Our Take
Telon's bet is that legal AI's margin is not in software licensing but in operational execution and accountability—a services play, not a tech play, which is why they staffed for delivery first.
Why it matters
Legal tech buyers have software platforms sitting idle because the gap between capability and deployed outcome remains a staffing and process problem. A firm willing to own that gap and price for results could force a reckoning with traditional hourly billing in legal services.
Do this week
In-house legal operations: audit which AI platforms you own but haven't activated at scale; list the blockers (integration, staff skill, process design) and share with procurement before the next software renewal cycle.
Two Legal Tech Veterans Build a Managed Services Wrapper Around AI Platforms
Lewis Bretts, former PwC partner, and Tom Mellor, former COO of SYKE, have launched Telon, an AI legal services company operating as a managed delivery engine. The firm configures, activates, and runs client-owned AI platforms on their behalf, deploying both human lawyers and AI agents trained on Telon's methodology.
Telon launched with a team of 15 and reported delivery running across the United States, United Kingdom, South Africa, and Argentina. The firm has secured a major platform partnership and operates on an outcomes-based pricing model rather than hourly rates.
The company's core product is called the Outcomes Engine. According to Bretts, the model addresses a specific failure point in legal AI adoption: "Software is capability, but an outcome is what is valuable, and the space between them is where most legal AI investment stalls." Telon positions itself as willing to own that space, running the platform, deploying the lawyers and agents, and standing behind the results delivered to the client.
Mellor emphasized the operational maturity at launch: "Most services businesses launch with a founder and a plan to hire. We launch with a team of fifteen, a delivery engine running across four countries including the United States, a Big 4 Partnership and a major platform partner already live." This operational machinery, he suggested, typically takes services businesses years to assemble.
Outcome-Based Pricing Shifts Risk From Buyer to Operator
Legal departments have invested in AI platforms, but many sit underutilized. The stated reason is rarely the software itself; it is the absence of integration, trained staff, and defined processes to turn capability into work product. Telon's model transfers that burden—and the risk—to the service operator.
Outcome-based pricing is a structural shift. It removes the financial incentive to sell hours and replaces it with an incentive to automate and solve the problem efficiently. For legal buyers, it also means the platform partnership and the delivery team are no longer separate vendors with divergent interests.
The fact that Telon launched with a named Big 4 partner and major platform partnership suggests at least two marquee clients are already live. That is a material data point: established platforms and large consulting firms are now willing to co-invest in a model that admits software alone does not close the outcome gap.
Audit Your Platform Utilization Before Next Renewal
If your organization owns an AI legal platform but has not deployed it at meaningful scale, the blockers are almost certainly not technical. Map them: integration work, staff retraining, playbook design, or governance. Share that map with your platform vendor and procurement team.
Outcome-based pricing is not yet standard in legal tech. But Telon's operational head start—team, partnerships, and geographic footprint on day one—suggests this model may move faster than traditional managed services launches. If you are considering a platform investment or renewal, ask your vendor whether they will stand behind results. If the answer is hedged, you now have a reference point for comparison.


- TASK DESCRIPTION
Skip any pictures. Repeat the data exactly, from its first line through the line that holds "Image is 427x232 pixels.", both included.

- DATA EXTRACTS
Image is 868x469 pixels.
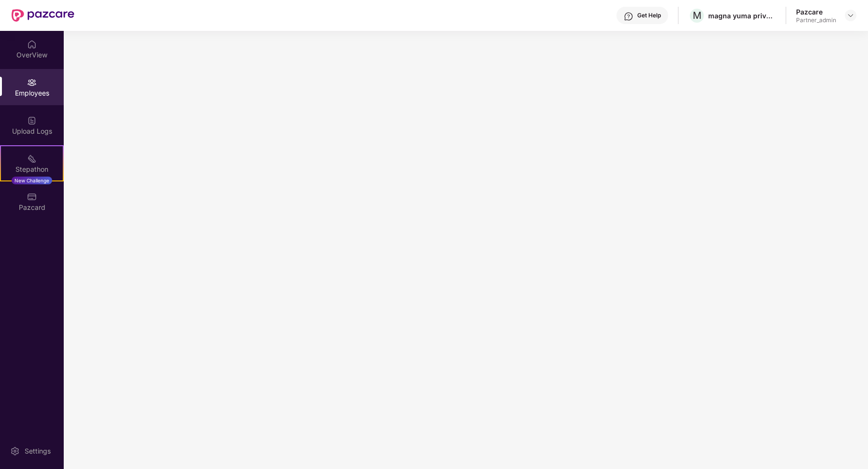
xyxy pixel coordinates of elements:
img: svg+xml;base64,PHN2ZyBpZD0iU2V0dGluZy0yMHgyMCIgeG1sbnM9Imh0dHA6Ly93d3cudzMub3JnLzIwMDAvc3ZnIiB3aW... [10,447,20,457]
img: svg+xml;base64,PHN2ZyBpZD0iSG9tZSIgeG1sbnM9Imh0dHA6Ly93d3cudzMub3JnLzIwMDAvc3ZnIiB3aWR0aD0iMjAiIG... [27,39,37,49]
img: New Pazcare Logo [12,9,74,22]
img: svg+xml;base64,PHN2ZyBpZD0iUGF6Y2FyZCIgeG1sbnM9Imh0dHA6Ly93d3cudzMub3JnLzIwMDAvc3ZnIiB3aWR0aD0iMj... [27,192,37,202]
img: svg+xml;base64,PHN2ZyB4bWxucz0iaHR0cDovL3d3dy53My5vcmcvMjAwMC9zdmciIHdpZHRoPSIyMSIgaGVpZ2h0PSIyMC... [27,154,37,163]
img: svg+xml;base64,PHN2ZyBpZD0iSGVscC0zMngzMiIgeG1sbnM9Imh0dHA6Ly93d3cudzMub3JnLzIwMDAvc3ZnIiB3aWR0aD... [624,12,634,21]
div: Settings [22,447,54,457]
img: svg+xml;base64,PHN2ZyBpZD0iVXBsb2FkX0xvZ3MiIGRhdGEtbmFtZT0iVXBsb2FkIExvZ3MiIHhtbG5zPSJodHRwOi8vd3... [27,116,37,125]
div: Get Help [637,12,661,19]
img: svg+xml;base64,PHN2ZyBpZD0iRHJvcGRvd24tMzJ4MzIiIHhtbG5zPSJodHRwOi8vd3d3LnczLm9yZy8yMDAwL3N2ZyIgd2... [847,12,854,19]
img: svg+xml;base64,PHN2ZyBpZD0iRW1wbG95ZWVzIiB4bWxucz0iaHR0cDovL3d3dy53My5vcmcvMjAwMC9zdmciIHdpZHRoPS... [27,78,37,87]
div: New Challenge [12,176,52,185]
div: Pazcare [796,7,836,16]
div: magna yuma private limited [708,11,776,21]
span: M [693,9,702,21]
div: Partner_admin [796,16,836,24]
div: Stepathon [1,165,63,174]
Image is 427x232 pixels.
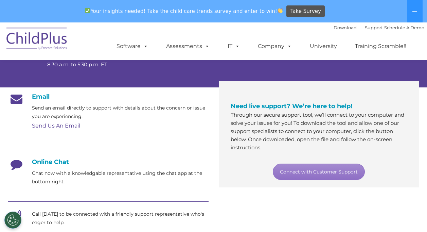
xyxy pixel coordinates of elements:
span: Take Survey [291,5,321,17]
a: Company [251,39,299,53]
img: ChildPlus by Procare Solutions [3,23,71,57]
p: Through our secure support tool, we’ll connect to your computer and solve your issues for you! To... [231,111,408,152]
a: Software [110,39,155,53]
a: Schedule A Demo [385,25,425,30]
a: IT [221,39,247,53]
a: Take Survey [287,5,325,17]
a: Training Scramble!! [349,39,413,53]
img: 👏 [278,8,283,13]
p: Call [DATE] to be connected with a friendly support representative who's eager to help. [32,210,209,227]
a: Assessments [159,39,217,53]
a: Connect with Customer Support [273,164,365,180]
a: University [303,39,344,53]
span: Need live support? We’re here to help! [231,102,353,110]
a: Support [365,25,383,30]
h4: Email [8,93,209,100]
img: ✅ [85,8,90,13]
p: Send an email directly to support with details about the concern or issue you are experiencing. [32,104,209,121]
font: | [334,25,425,30]
h4: Online Chat [8,158,209,166]
p: Chat now with a knowledgable representative using the chat app at the bottom right. [32,169,209,186]
button: Cookies Settings [4,211,21,228]
span: Your insights needed! Take the child care trends survey and enter to win! [82,4,286,18]
a: Download [334,25,357,30]
a: Send Us An Email [32,122,80,129]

- PROBLEM SOLUTION
Image is 868x469 pixels.
xyxy pixel coordinates of elements:
img: svg+xml;base64,PHN2ZyBpZD0iU2V0dGluZy0yMHgyMCIgeG1sbnM9Imh0dHA6Ly93d3cudzMub3JnLzIwMDAvc3ZnIiB3aW... [10,447,20,457]
img: svg+xml;base64,PHN2ZyBpZD0iSG9tZSIgeG1sbnM9Imh0dHA6Ly93d3cudzMub3JnLzIwMDAvc3ZnIiB3aWR0aD0iMjAiIG... [27,39,37,49]
img: New Pazcare Logo [12,9,74,22]
img: svg+xml;base64,PHN2ZyBpZD0iUGF6Y2FyZCIgeG1sbnM9Imh0dHA6Ly93d3cudzMub3JnLzIwMDAvc3ZnIiB3aWR0aD0iMj... [27,192,37,202]
img: svg+xml;base64,PHN2ZyB4bWxucz0iaHR0cDovL3d3dy53My5vcmcvMjAwMC9zdmciIHdpZHRoPSIyMSIgaGVpZ2h0PSIyMC... [27,154,37,163]
img: svg+xml;base64,PHN2ZyBpZD0iSGVscC0zMngzMiIgeG1sbnM9Imh0dHA6Ly93d3cudzMub3JnLzIwMDAvc3ZnIiB3aWR0aD... [624,12,634,21]
div: Settings [22,447,54,457]
img: svg+xml;base64,PHN2ZyBpZD0iVXBsb2FkX0xvZ3MiIGRhdGEtbmFtZT0iVXBsb2FkIExvZ3MiIHhtbG5zPSJodHRwOi8vd3... [27,116,37,125]
div: Get Help [637,12,661,19]
img: svg+xml;base64,PHN2ZyBpZD0iRHJvcGRvd24tMzJ4MzIiIHhtbG5zPSJodHRwOi8vd3d3LnczLm9yZy8yMDAwL3N2ZyIgd2... [847,12,854,19]
img: svg+xml;base64,PHN2ZyBpZD0iRW1wbG95ZWVzIiB4bWxucz0iaHR0cDovL3d3dy53My5vcmcvMjAwMC9zdmciIHdpZHRoPS... [27,78,37,87]
div: New Challenge [12,176,52,185]
div: Pazcare [796,7,836,16]
div: magna yuma private limited [708,11,776,21]
span: M [693,9,702,21]
div: Partner_admin [796,16,836,24]
div: Stepathon [1,165,63,174]
Image is 427x232 pixels.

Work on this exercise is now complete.